I told him that I stood by my comment and he had to understand that he is interpreting the play for viewers who are not rabid Reds supporters. He owed them a certain impartiality, which he was not providing.

Martin left me with the impression that he couldn’t help himself in curbing his Reds passion.

Who knows why Deans has not included Cooper in his initial 25 man squad. I can offer any number of reasons, though, why he did this.

First: it was only late last year that Cooper talked about the ‘toxic environment’ of the Wallaby camp under Deans and how he wanted no part of it. It is no secret that many of his fellow Wallabies were appalled by his comments and were pleased to see the back of him.

Advertisement

Second: James O’Connor played splendidly in the last Test of the season against Wales at Cardiff in 2011, leading the Wallabies to an exciting victory.

The measure of this victory can be gauged when England played Wales at Cardiff in the last match of the 2013 Six Nations. Wales monstered the favoured England 30-3 and won the tournament in the process.

O’Connor is probably the starting number 10 for the Wallabies-Lions series, as a consequence.

Matt Toomua and Christian Lealiifano also have their advocates for the number 10 jersey of the Wallabies. Some experts are even putting Bernard Foley forward as a possibility.

Three: Eddie Jones, who has coached Queensland and Australia, stated recently that there is no way that Deans should play the ‘three amigos’ – Cooper, O’Connor and Beale – in the same Wallaby side.

To my mind, O’Connor and Beale (provided he can get back on the field) are much better value in every respect for the Wallabies, especially on the field, than Cooper.

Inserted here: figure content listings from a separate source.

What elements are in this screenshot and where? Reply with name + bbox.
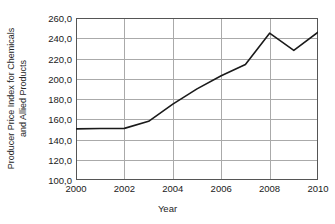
y-axis-tick-label: 200,0 (38, 73, 72, 84)
y-axis-title-line-2: and Allied Products (18, 27, 30, 169)
y-axis-tick-label: 180,0 (38, 94, 72, 105)
x-axis-tick-label: 2006 (211, 183, 232, 194)
x-axis-tick-labels: 200020022004200620082010 (0, 183, 335, 197)
x-axis-tick-label: 2004 (162, 183, 183, 194)
plot-svg (76, 18, 318, 180)
y-axis-title: Producer Price Index for Chemicals and A… (0, 0, 36, 196)
y-axis-tick-label: 240,0 (38, 33, 72, 44)
y-axis-title-line-1: Producer Price Index for Chemicals (7, 27, 19, 169)
plot-area (76, 18, 318, 180)
y-axis-tick-label: 160,0 (38, 114, 72, 125)
y-axis-tick-label: 260,0 (38, 13, 72, 24)
x-axis-tick-label: 2002 (114, 183, 135, 194)
y-axis-tick-label: 140,0 (38, 134, 72, 145)
horizontal-gridlines (76, 39, 318, 161)
x-axis-title: Year (0, 203, 335, 214)
line-chart: Producer Price Index for Chemicals and A… (0, 0, 335, 224)
x-axis-tick-label: 2008 (259, 183, 280, 194)
y-axis-tick-label: 220,0 (38, 53, 72, 64)
y-axis-tick-label: 120,0 (38, 154, 72, 165)
x-axis-tick-label: 2000 (65, 183, 86, 194)
data-series-line (76, 32, 318, 129)
x-axis-tick-label: 2010 (307, 183, 328, 194)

Four: team culture is an important aspect of the Wallaby squad Deans is developing for the Lions series. Cooper has smashed that culture before and could easily smash it again.

Advertisement

Five: Deans went public before the season started and stated that Cooper had to play in the line on attack AND defence if he wanted to be reinstated in the Wallabies.

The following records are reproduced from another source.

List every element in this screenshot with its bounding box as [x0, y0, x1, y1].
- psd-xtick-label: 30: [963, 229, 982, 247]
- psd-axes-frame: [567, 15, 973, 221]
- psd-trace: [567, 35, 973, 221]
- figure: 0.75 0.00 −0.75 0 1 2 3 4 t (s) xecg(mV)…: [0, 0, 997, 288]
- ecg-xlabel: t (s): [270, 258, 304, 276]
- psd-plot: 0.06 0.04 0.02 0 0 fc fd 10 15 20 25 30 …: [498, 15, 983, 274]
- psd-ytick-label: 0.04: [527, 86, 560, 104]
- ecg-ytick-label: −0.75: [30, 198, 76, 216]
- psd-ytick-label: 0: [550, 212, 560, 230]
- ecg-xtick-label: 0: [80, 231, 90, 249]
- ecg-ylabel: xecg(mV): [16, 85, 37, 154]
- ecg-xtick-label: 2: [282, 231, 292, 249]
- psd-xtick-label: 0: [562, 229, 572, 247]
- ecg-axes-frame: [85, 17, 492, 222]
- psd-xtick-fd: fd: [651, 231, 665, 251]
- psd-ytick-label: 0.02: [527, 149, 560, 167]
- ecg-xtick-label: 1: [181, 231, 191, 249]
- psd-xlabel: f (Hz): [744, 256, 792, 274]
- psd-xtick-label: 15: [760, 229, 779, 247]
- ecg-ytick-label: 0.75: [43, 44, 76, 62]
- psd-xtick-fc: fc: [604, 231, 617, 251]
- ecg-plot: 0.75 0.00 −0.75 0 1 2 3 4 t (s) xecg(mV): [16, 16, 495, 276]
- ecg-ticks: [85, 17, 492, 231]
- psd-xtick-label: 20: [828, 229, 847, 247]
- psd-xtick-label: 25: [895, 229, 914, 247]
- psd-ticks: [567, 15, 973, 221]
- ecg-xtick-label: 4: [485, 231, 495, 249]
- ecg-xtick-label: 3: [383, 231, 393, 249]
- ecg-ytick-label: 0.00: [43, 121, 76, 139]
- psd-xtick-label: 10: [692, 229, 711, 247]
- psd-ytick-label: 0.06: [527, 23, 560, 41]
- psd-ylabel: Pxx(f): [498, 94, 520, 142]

As Paul Cully pointed out a day or ago on Rugby Heaven, Cooper has not been doing this for the Reds. He is missing tackles and he has a high turnover rate.

He is brilliant but this brilliance is seen more often in Super Rugby than in Test rugby.

Rugby Tests are more often lost on mistakes than they are won by individual brilliance.

There is always the possibility, anyway, that Cooper will be picked for the Wallabies. But Martin’s outrageous rant has not helped Cooper’s cause nor done very much for Martin’s reputation as a lucid analyst of rugby matters.